Two graduate students from the Eberly College of Science, Emily Howerton and Siddharth Vishwanath, have been selected alongside eleven others to receive the Alumni Association Dissertation Award, one of the most prestigious awards given to doctoral candidates at the University.
The award was made possible through a gift from the Penn State Alumni Association and provides funding and recognition to outstanding full-time research doctorate students who have passed their comprehensive examinations and have received approval of their dissertation topic. The award, comprised of a certificate and a medal, is considered to be among the most prestigious available to Penn State graduate students and recognizes outstanding professional accomplishment and achievement in scholarly research in any of the disciplinary areas.
Emily Howerton
Howerton is a graduate student in biology in the lab of Katriona Shea, professor of biology and Alumni Professor in the Biological Sciences. Howerton’s research focuses on how to make better decisions during pandemics, in which decision-makers must deal with high levels of uncertainty. She developed methods to integrate the many sources of uncertainty in a pandemic, including aggregating the results of numerous models to improve accuracy and reliability. Several methods she developed are now in use by the COVID-19 Scenario Modeling Hub to provide six-month ahead projections to the U.S. Centers for Disease Control and Prevention, the White House and other public health decision-makers. By improving the science of infectious disease projections, Howerton hopes her research will help improve public health emergency responses.
“Emily is a truly exceptional student, and her Ph.D. research has fundamentally changed how the Hub aggregates and reports input from multiple models,” said Shea in a nomination letter. “As well as her scientific input, this means that she has directly contributed to COVID-19 policy in the USA.”
Siddharth Vishwanath
Vishwanath is a graduate student in statistics in the lab of Bharath Sriperumbudur, associate professor of statistics. He seeks to develop new ways to understand large and complicated sets of data resulting from new technologies, which are often too complex to study using traditional statistical methods. Vishwanath’s research focuses specifically on topological data analysis, which explores the geometric shapes that a data set can take and has applications in fields ranging from molecular chemistry to bioinformatics. Incorporating visualization into his work has created new insight and helped him to develop methods that reduce sensitivity to noise in data. He hopes that this work can result in innovative tools and techniques for analyzing data in a range of fields, including medicine and cosmology.
“Siddharth has constantly impressed me with his mathematical depth and inquisitiveness to learn more,” said Sriperumbudur in a nomination letter. “He has developed TDA methodologies that are not only robust to outliers but also computationally fast. To the best of my knowledge, these works are the current state-of-the-art and I am very confident that these methodologies will be highly impactful.”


- _Task description_: From the entries below, give the number of lines where the word "body" occurs, and nothing else.

[Collected data entries]

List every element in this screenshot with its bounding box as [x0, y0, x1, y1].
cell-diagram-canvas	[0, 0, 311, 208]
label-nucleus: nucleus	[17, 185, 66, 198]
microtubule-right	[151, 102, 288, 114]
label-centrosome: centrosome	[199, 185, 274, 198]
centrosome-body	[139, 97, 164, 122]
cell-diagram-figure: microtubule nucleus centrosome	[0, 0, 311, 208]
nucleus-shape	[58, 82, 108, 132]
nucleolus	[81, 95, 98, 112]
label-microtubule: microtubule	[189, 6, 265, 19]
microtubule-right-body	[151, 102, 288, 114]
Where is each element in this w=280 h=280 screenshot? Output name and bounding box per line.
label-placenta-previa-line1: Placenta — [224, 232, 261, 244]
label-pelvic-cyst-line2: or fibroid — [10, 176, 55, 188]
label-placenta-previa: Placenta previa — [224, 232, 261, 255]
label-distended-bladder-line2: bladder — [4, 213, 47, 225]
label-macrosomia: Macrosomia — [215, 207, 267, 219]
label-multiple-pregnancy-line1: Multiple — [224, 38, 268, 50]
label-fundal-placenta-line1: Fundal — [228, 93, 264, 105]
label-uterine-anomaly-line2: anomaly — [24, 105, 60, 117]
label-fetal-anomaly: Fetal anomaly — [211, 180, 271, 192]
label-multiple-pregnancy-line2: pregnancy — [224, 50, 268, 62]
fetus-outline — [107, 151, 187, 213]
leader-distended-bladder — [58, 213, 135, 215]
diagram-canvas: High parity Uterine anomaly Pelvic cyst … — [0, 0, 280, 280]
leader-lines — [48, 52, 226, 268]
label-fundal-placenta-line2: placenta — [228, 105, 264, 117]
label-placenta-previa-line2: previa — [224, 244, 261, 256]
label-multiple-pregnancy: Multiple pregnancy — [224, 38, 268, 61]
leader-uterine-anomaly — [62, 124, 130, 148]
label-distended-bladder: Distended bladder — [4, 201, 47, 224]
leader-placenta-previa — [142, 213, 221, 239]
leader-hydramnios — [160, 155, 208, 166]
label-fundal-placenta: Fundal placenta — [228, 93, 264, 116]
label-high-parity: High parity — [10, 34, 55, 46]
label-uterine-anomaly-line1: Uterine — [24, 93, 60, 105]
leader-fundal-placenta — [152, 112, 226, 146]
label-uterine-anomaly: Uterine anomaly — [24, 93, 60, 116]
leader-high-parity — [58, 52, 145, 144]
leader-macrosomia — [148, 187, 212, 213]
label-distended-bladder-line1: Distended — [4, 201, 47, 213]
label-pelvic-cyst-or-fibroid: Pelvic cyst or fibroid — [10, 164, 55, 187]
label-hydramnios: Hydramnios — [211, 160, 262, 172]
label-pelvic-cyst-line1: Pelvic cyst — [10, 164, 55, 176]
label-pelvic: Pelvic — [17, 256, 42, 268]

- _Result below_: 2